Imagine an editorial office which, for its very nature, presents itself as a place of research, nomadic and shared. Now think about, site-specific artworks in this defined space, coexisting with it: both in the “real” and in the “virtual” world the work takes shape and tries to mold itself with respect to its dual context.
Now project into it floating limbs leaning on the walls.
They stand as approximate units of length – how the perception of distance changes according to the place. These limbs lengthen and shorten according to where they are located, making time and its perception malleable. Moving on parallel trails, they tend to speed up and slow down at the same time, up to the point of stasis, which have however a frenetic nature. They are recognizable but not realistic, far from any anatomical connotation, as if they were moving in a mimetic world that saves the excluded ones – not from shoulder to elbow but from elbow to hand.
They are chipboards, arising in two-dimensional compositions of drawing and painting which then detach from the surface of the canvas to open into space, leaving the function of purpose and becoming means: the attempt to reproduce time (as in painting) is no longer a struggle, but necessarily it becomes the art of time.
The arms are coordinated axes tended towards motion – but not necessarily towards a destination.
They are thus signs – the synthesis of a gesture – and arrows indicating different directions.
Like those journeys that are both centripetal and centrifugal escapes, perspective trajectories, circular vortices looking for a foothold in space. And again: migratory movements, synthesized humanoids only in their upper limbs, seeking self-definition in movement.
And, in these imaginative trajectories, they create alternative paths that can connect distant destinations.
They are vectors of escapes but also invisible connectors of all possible trajectories that do not see definitive versions but, in their precarious nature, hint only at all possible worlds (and motions).
Going beyond the possibility of the eventual unforeseen, they empower a scenario of conjunction between Milan and Turin: in addition to railway tracks, airplane routes and motorways we have an alternative which overcomes the constraint of reduced mobility.
A new horizon opens up: one where the work of art is a connector of movement and conjunction. Milan-Turin are now just over 260,000 arms apart and are wagons, moving vectors and in their movement they allow art to be moved. A good not necessary but of socially useful.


Task goal:
If a line of the material holds the string "righteous", please copy it.

[Opening Data provided section]

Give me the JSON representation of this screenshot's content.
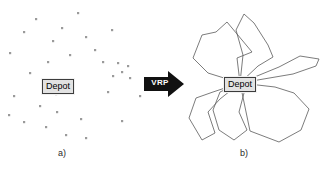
{
  "figure": {
    "background_color": "#ffffff"
  },
  "panel_a": {
    "caption": "a)",
    "depot_label": "Depot",
    "description": "Scattered customer points around a central depot",
    "point_color": "#9a9a9a",
    "points": [
      [
        24,
        32
      ],
      [
        36,
        19
      ],
      [
        53,
        41
      ],
      [
        70,
        55
      ],
      [
        48,
        62
      ],
      [
        10,
        53
      ],
      [
        30,
        73
      ],
      [
        62,
        28
      ],
      [
        86,
        37
      ],
      [
        78,
        13
      ],
      [
        95,
        50
      ],
      [
        112,
        30
      ],
      [
        103,
        62
      ],
      [
        118,
        63
      ],
      [
        128,
        66
      ],
      [
        122,
        72
      ],
      [
        113,
        76
      ],
      [
        130,
        78
      ],
      [
        108,
        92
      ],
      [
        140,
        96
      ],
      [
        14,
        96
      ],
      [
        40,
        106
      ],
      [
        9,
        115
      ],
      [
        24,
        122
      ],
      [
        46,
        127
      ],
      [
        57,
        112
      ],
      [
        66,
        135
      ],
      [
        81,
        119
      ],
      [
        86,
        138
      ],
      [
        122,
        121
      ],
      [
        56,
        94
      ]
    ]
  },
  "arrow": {
    "label": "VRP",
    "color": "#111111",
    "label_color": "#ffffff",
    "direction": "right"
  },
  "panel_b": {
    "caption": "b)",
    "depot_label": "Depot",
    "description": "Six vehicle routes radiating from the depot",
    "route_color": "#5a5a5a",
    "depot_point": [
      60,
      83
    ],
    "routes": [
      {
        "name": "route-northwest",
        "vertices": [
          [
            60,
            83
          ],
          [
            28,
            73
          ],
          [
            13,
            58
          ],
          [
            22,
            35
          ],
          [
            36,
            32
          ],
          [
            47,
            22
          ],
          [
            72,
            52
          ],
          [
            57,
            58
          ],
          [
            60,
            83
          ]
        ]
      },
      {
        "name": "route-north",
        "vertices": [
          [
            60,
            83
          ],
          [
            63,
            55
          ],
          [
            56,
            30
          ],
          [
            64,
            14
          ],
          [
            74,
            23
          ],
          [
            88,
            45
          ],
          [
            93,
            57
          ],
          [
            78,
            66
          ],
          [
            60,
            83
          ]
        ]
      },
      {
        "name": "route-northeast",
        "vertices": [
          [
            60,
            83
          ],
          [
            99,
            67
          ],
          [
            120,
            56
          ],
          [
            139,
            59
          ],
          [
            136,
            66
          ],
          [
            113,
            74
          ],
          [
            60,
            83
          ]
        ]
      },
      {
        "name": "route-east",
        "vertices": [
          [
            60,
            83
          ],
          [
            95,
            87
          ],
          [
            114,
            93
          ],
          [
            129,
            109
          ],
          [
            121,
            130
          ],
          [
            99,
            142
          ],
          [
            70,
            131
          ],
          [
            60,
            83
          ]
        ]
      },
      {
        "name": "route-south",
        "vertices": [
          [
            60,
            83
          ],
          [
            64,
            93
          ],
          [
            59,
            112
          ],
          [
            67,
            130
          ],
          [
            54,
            140
          ],
          [
            39,
            130
          ],
          [
            33,
            110
          ],
          [
            40,
            92
          ],
          [
            60,
            83
          ]
        ]
      },
      {
        "name": "route-southwest",
        "vertices": [
          [
            60,
            83
          ],
          [
            33,
            92
          ],
          [
            16,
            98
          ],
          [
            9,
            118
          ],
          [
            22,
            140
          ],
          [
            35,
            133
          ],
          [
            28,
            112
          ],
          [
            40,
            99
          ],
          [
            60,
            83
          ]
        ]
      }
    ]
  }
}
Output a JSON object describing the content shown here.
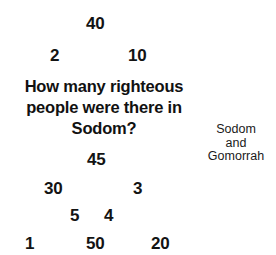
{
  "canvas": {
    "width": 276,
    "height": 255,
    "background": "#ffffff",
    "text_color": "#111111"
  },
  "question": {
    "full_text": "How many righteous people were there in Sodom?",
    "lines": [
      "How many righteous",
      "people were there in",
      "Sodom?"
    ]
  },
  "caption": {
    "full_text": "Sodom and Gomorrah",
    "lines": [
      "Sodom",
      "and",
      "Gomorrah"
    ]
  },
  "options": [
    {
      "label": "40",
      "x": 86,
      "y": 15
    },
    {
      "label": "2",
      "x": 50,
      "y": 47
    },
    {
      "label": "10",
      "x": 128,
      "y": 47
    },
    {
      "label": "45",
      "x": 87,
      "y": 151
    },
    {
      "label": "30",
      "x": 44,
      "y": 180
    },
    {
      "label": "3",
      "x": 133,
      "y": 180
    },
    {
      "label": "5",
      "x": 70,
      "y": 207
    },
    {
      "label": "4",
      "x": 104,
      "y": 207
    },
    {
      "label": "1",
      "x": 25,
      "y": 235
    },
    {
      "label": "50",
      "x": 86,
      "y": 235
    },
    {
      "label": "20",
      "x": 151,
      "y": 235
    }
  ]
}
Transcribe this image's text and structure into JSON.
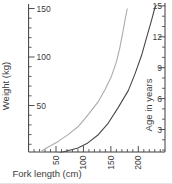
{
  "figure": {
    "background": "#ffffff",
    "edge_color": "#d9d9d9",
    "text_color": "#3c3c3c",
    "axis_color": "#3c3c3c"
  },
  "chart_data": {
    "type": "line",
    "title": "",
    "xlabel": "Fork length (cm)",
    "ylabel_left": "Weight (kg)",
    "ylabel_right": "Age in years",
    "grid": false,
    "legend": false,
    "x_axis": {
      "range": [
        0,
        249
      ],
      "major_ticks": [
        50,
        100,
        150,
        200
      ],
      "minor_step": 10,
      "tick_labels_rotated_90": true
    },
    "left_axis": {
      "range": [
        0,
        154
      ],
      "major_ticks": [
        50,
        100,
        150
      ],
      "minor_step": 10
    },
    "right_axis": {
      "range": [
        0.9,
        15.3
      ],
      "major_ticks": [
        3,
        6,
        9,
        12,
        15
      ],
      "minor_step": 1
    },
    "series": [
      {
        "name": "weight vs fork length",
        "axis": "left",
        "color": "#ababab",
        "points": [
          [
            15,
            0
          ],
          [
            35,
            7
          ],
          [
            54,
            13
          ],
          [
            72,
            20
          ],
          [
            90,
            28
          ],
          [
            108,
            40
          ],
          [
            127,
            54
          ],
          [
            139,
            66
          ],
          [
            151,
            80
          ],
          [
            160,
            95
          ],
          [
            166,
            109
          ],
          [
            172,
            126
          ],
          [
            177,
            142
          ],
          [
            180,
            150
          ]
        ]
      },
      {
        "name": "age vs fork length",
        "axis": "right",
        "color": "#474747",
        "points": [
          [
            40,
            0.4
          ],
          [
            54,
            0.7
          ],
          [
            90,
            1.2
          ],
          [
            108,
            1.7
          ],
          [
            127,
            2.5
          ],
          [
            145,
            3.6
          ],
          [
            163,
            5.1
          ],
          [
            182,
            6.8
          ],
          [
            194,
            8.4
          ],
          [
            206,
            10.2
          ],
          [
            215,
            11.9
          ],
          [
            224,
            13.6
          ],
          [
            230,
            14.8
          ],
          [
            233,
            15.1
          ]
        ]
      }
    ]
  }
}
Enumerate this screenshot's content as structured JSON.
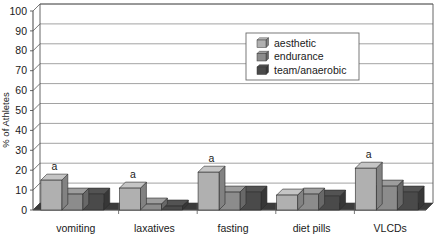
{
  "chart_data": {
    "type": "bar",
    "title": "",
    "subtitle": "",
    "xlabel": "",
    "ylabel": "% of Athletes",
    "ylim": [
      0,
      100
    ],
    "ytick_step": 10,
    "yticks": [
      "0",
      "10",
      "20",
      "30",
      "40",
      "50",
      "60",
      "70",
      "80",
      "90",
      "100"
    ],
    "grid": true,
    "grid_axis": "y",
    "legend_position": "top-center-right",
    "three_d": true,
    "categories": [
      "vomiting",
      "laxatives",
      "fasting",
      "diet pills",
      "VLCDs"
    ],
    "series": [
      {
        "name": "aesthetic",
        "color": "#b0b0b0",
        "values": [
          15,
          11,
          19,
          7.5,
          21
        ]
      },
      {
        "name": "endurance",
        "color": "#8c8c8c",
        "values": [
          8,
          3,
          9,
          8,
          12
        ]
      },
      {
        "name": "team/anaerobic",
        "color": "#4a4a4a",
        "values": [
          8,
          2,
          9,
          7,
          9
        ]
      }
    ],
    "annotations": [
      {
        "text": "a",
        "category": "vomiting",
        "series": "aesthetic"
      },
      {
        "text": "a",
        "category": "laxatives",
        "series": "aesthetic"
      },
      {
        "text": "a",
        "category": "fasting",
        "series": "aesthetic"
      },
      {
        "text": "a",
        "category": "VLCDs",
        "series": "aesthetic"
      }
    ]
  },
  "legend": {
    "items": [
      {
        "label": "aesthetic",
        "swatch": "#b0b0b0"
      },
      {
        "label": "endurance",
        "swatch": "#8c8c8c"
      },
      {
        "label": "team/anaerobic",
        "swatch": "#4a4a4a"
      }
    ]
  },
  "axes": {
    "y_title": "% of Athletes",
    "y_tick_labels": [
      "100",
      "90",
      "80",
      "70",
      "60",
      "50",
      "40",
      "30",
      "20",
      "10",
      "0"
    ],
    "x_tick_labels": [
      "vomiting",
      "laxatives",
      "fasting",
      "diet pills",
      "VLCDs"
    ]
  },
  "colors": {
    "aesthetic": "#b0b0b0",
    "endurance": "#8c8c8c",
    "team_anaerobic": "#4a4a4a",
    "grid": "#8a8a8a",
    "axis": "#555555",
    "floor": "#3b3b3b",
    "background": "#ffffff"
  }
}
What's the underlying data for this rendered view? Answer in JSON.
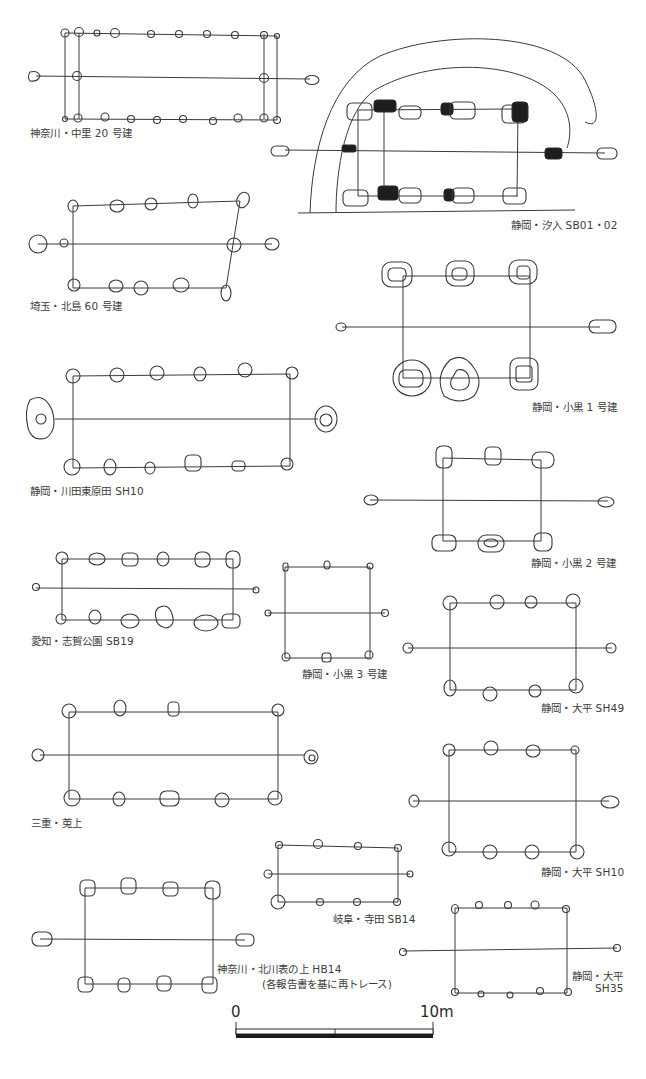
{
  "figure": {
    "note": "(各報告書を基に再トレース)",
    "plans": [
      {
        "id": "nakazato20",
        "label": "神奈川・中里 20 号建"
      },
      {
        "id": "shionyu",
        "label": "静岡・汐入 SB01・02"
      },
      {
        "id": "kitajima60",
        "label": "埼玉・北島 60 号建"
      },
      {
        "id": "koguro1",
        "label": "静岡・小黒 1 号建"
      },
      {
        "id": "kawadahigashi",
        "label": "静岡・川田東原田 SH10"
      },
      {
        "id": "koguro2",
        "label": "静岡・小黒 2 号建"
      },
      {
        "id": "shigakoen",
        "label": "愛知・志賀公園 SB19"
      },
      {
        "id": "koguro3",
        "label": "静岡・小黒 3 号建"
      },
      {
        "id": "odaira49",
        "label": "静岡・大平 SH49"
      },
      {
        "id": "kouage",
        "label": "三重・莵上"
      },
      {
        "id": "odaira10",
        "label": "静岡・大平 SH10"
      },
      {
        "id": "terada",
        "label": "岐阜・寺田 SB14"
      },
      {
        "id": "kitakawa",
        "label": "神奈川・北川表の上 HB14"
      },
      {
        "id": "odaira35_line1",
        "label": "静岡・大平"
      },
      {
        "id": "odaira35_line2",
        "label": "SH35"
      }
    ]
  },
  "scale_bar": {
    "start_label": "0",
    "end_label": "10m"
  },
  "colors": {
    "ink": "#3a3a3a",
    "background": "#ffffff"
  }
}
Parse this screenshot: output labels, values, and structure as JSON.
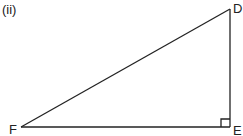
{
  "figure": {
    "part_label": "(ii)",
    "shape": "right-triangle",
    "vertices": [
      {
        "name": "D",
        "x": 230,
        "y": 9
      },
      {
        "name": "E",
        "x": 230,
        "y": 127
      },
      {
        "name": "F",
        "x": 21,
        "y": 127
      }
    ],
    "right_angle_at": "E",
    "line_color": "#222222"
  }
}
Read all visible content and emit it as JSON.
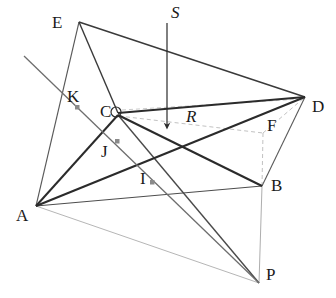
{
  "figure": {
    "type": "line-diagram",
    "width": 336,
    "height": 298,
    "background_color": "#ffffff",
    "colors": {
      "solid_line": "#2b2b2b",
      "thin_line": "#6b6b6b",
      "faint_line": "#b0b0b0",
      "dashed_line": "#bdbdbd",
      "marker_fill": "#8a8a8a",
      "label_color": "#1a1a1a"
    },
    "vertices": [
      {
        "name": "E",
        "label": "E",
        "x": 79,
        "y": 22,
        "label_x": 52,
        "label_y": 14,
        "kind": "apex"
      },
      {
        "name": "C",
        "label": "C",
        "x": 118,
        "y": 113,
        "label_x": 100,
        "label_y": 103,
        "kind": "corner"
      },
      {
        "name": "D",
        "label": "D",
        "x": 305,
        "y": 97,
        "label_x": 312,
        "label_y": 98,
        "kind": "corner"
      },
      {
        "name": "B",
        "label": "B",
        "x": 262,
        "y": 186,
        "label_x": 271,
        "label_y": 177,
        "kind": "corner"
      },
      {
        "name": "A",
        "label": "A",
        "x": 36,
        "y": 206,
        "label_x": 16,
        "label_y": 207,
        "kind": "corner"
      },
      {
        "name": "P",
        "label": "P",
        "x": 259,
        "y": 283,
        "label_x": 266,
        "label_y": 266,
        "kind": "corner"
      },
      {
        "name": "F",
        "label": "F",
        "x": 263,
        "y": 133,
        "label_x": 267,
        "label_y": 117,
        "kind": "hidden-corner"
      },
      {
        "name": "R",
        "label": "R",
        "x": 190,
        "y": 121,
        "label_x": 186,
        "label_y": 108,
        "kind": "point"
      },
      {
        "name": "S",
        "label": "S",
        "x": 167,
        "y": 23,
        "label_x": 171,
        "label_y": 4,
        "kind": "arrow-tail"
      }
    ],
    "interior_points": [
      {
        "name": "K",
        "label": "K",
        "x": 77,
        "y": 107,
        "label_x": 67,
        "label_y": 88,
        "marker": "gray-square"
      },
      {
        "name": "J",
        "label": "J",
        "x": 117,
        "y": 141,
        "label_x": 101,
        "label_y": 143,
        "marker": "gray-square"
      },
      {
        "name": "I",
        "label": "I",
        "x": 152,
        "y": 182,
        "label_x": 140,
        "label_y": 170,
        "marker": "gray-square"
      }
    ],
    "edges": [
      {
        "from": "E",
        "to": "D",
        "style": "solid",
        "weight": "medium"
      },
      {
        "from": "E",
        "to": "C",
        "style": "solid",
        "weight": "medium"
      },
      {
        "from": "E",
        "to": "A",
        "style": "solid",
        "weight": "thin"
      },
      {
        "from": "C",
        "to": "D",
        "style": "solid",
        "weight": "heavy"
      },
      {
        "from": "C",
        "to": "B",
        "style": "solid",
        "weight": "heavy"
      },
      {
        "from": "C",
        "to": "A",
        "style": "solid",
        "weight": "heavy"
      },
      {
        "from": "C",
        "to": "P",
        "style": "solid",
        "weight": "medium"
      },
      {
        "from": "A",
        "to": "D",
        "style": "solid",
        "weight": "heavy"
      },
      {
        "from": "A",
        "to": "B",
        "style": "solid",
        "weight": "thin"
      },
      {
        "from": "A",
        "to": "P",
        "style": "solid",
        "weight": "faint"
      },
      {
        "from": "D",
        "to": "B",
        "style": "solid",
        "weight": "thin"
      },
      {
        "from": "B",
        "to": "P",
        "style": "solid",
        "weight": "faint"
      },
      {
        "from": "B",
        "to": "F",
        "style": "dashed",
        "weight": "thin"
      },
      {
        "from": "C",
        "to": "F",
        "style": "dashed",
        "weight": "thin"
      },
      {
        "from": "F",
        "to": "D",
        "style": "dashed",
        "weight": "thin"
      }
    ],
    "cut_line": {
      "name": "oblique-cut-line",
      "description": "long straight line through interior points K, J and I ending at P",
      "x1": 24,
      "y1": 56,
      "x2": 259,
      "y2": 283
    },
    "arrow": {
      "name": "S-arrow",
      "label": "S",
      "description": "downward vertical arrow from S to the interior of the solid",
      "x1": 167,
      "y1": 23,
      "x2": 167,
      "y2": 131
    }
  }
}
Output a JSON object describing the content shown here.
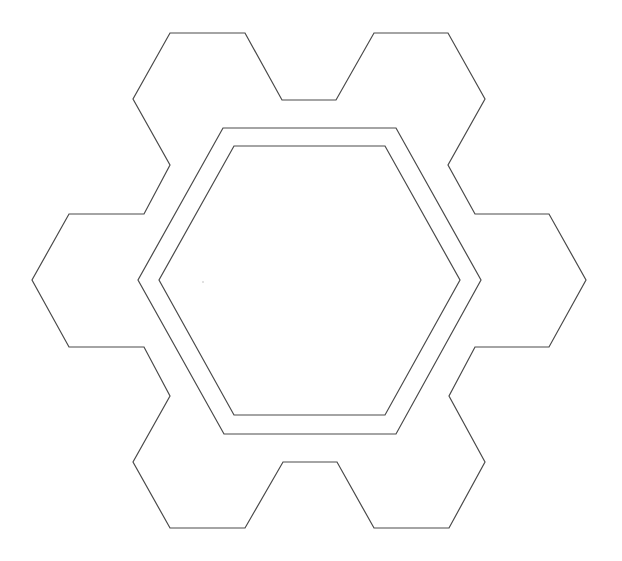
{
  "canvas": {
    "width": 622,
    "height": 561,
    "background": "#ffffff"
  },
  "stroke": {
    "color": "#4a4a4a",
    "width": 1.2
  },
  "shapes": {
    "outer_gear": {
      "points": "170,33 245,33 282,100 336,100 374,33 448,33 485,99 448,165 475,214 549,214 586,280 549,347 475,347 449,396 485,462 449,528 374,528 337,462 283,462 245,528 170,528 133,462 170,396 144,347 69,347 32,280 69,214 144,214 170,165 133,99"
    },
    "middle_hexagon": {
      "points": "223,128 396,128 481,280 396,434 224,434 138,280"
    },
    "inner_hexagon": {
      "points": "234,146 385,146 460,280 385,415 234,415 159,280"
    },
    "speck": {
      "cx": 203,
      "cy": 282,
      "r": 0.8,
      "color": "#bbbbbb"
    }
  }
}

[Closing Data provided section]

Your solution:
    "full_text": "How many righteous people were there in Sodom?",
      "How many righteous",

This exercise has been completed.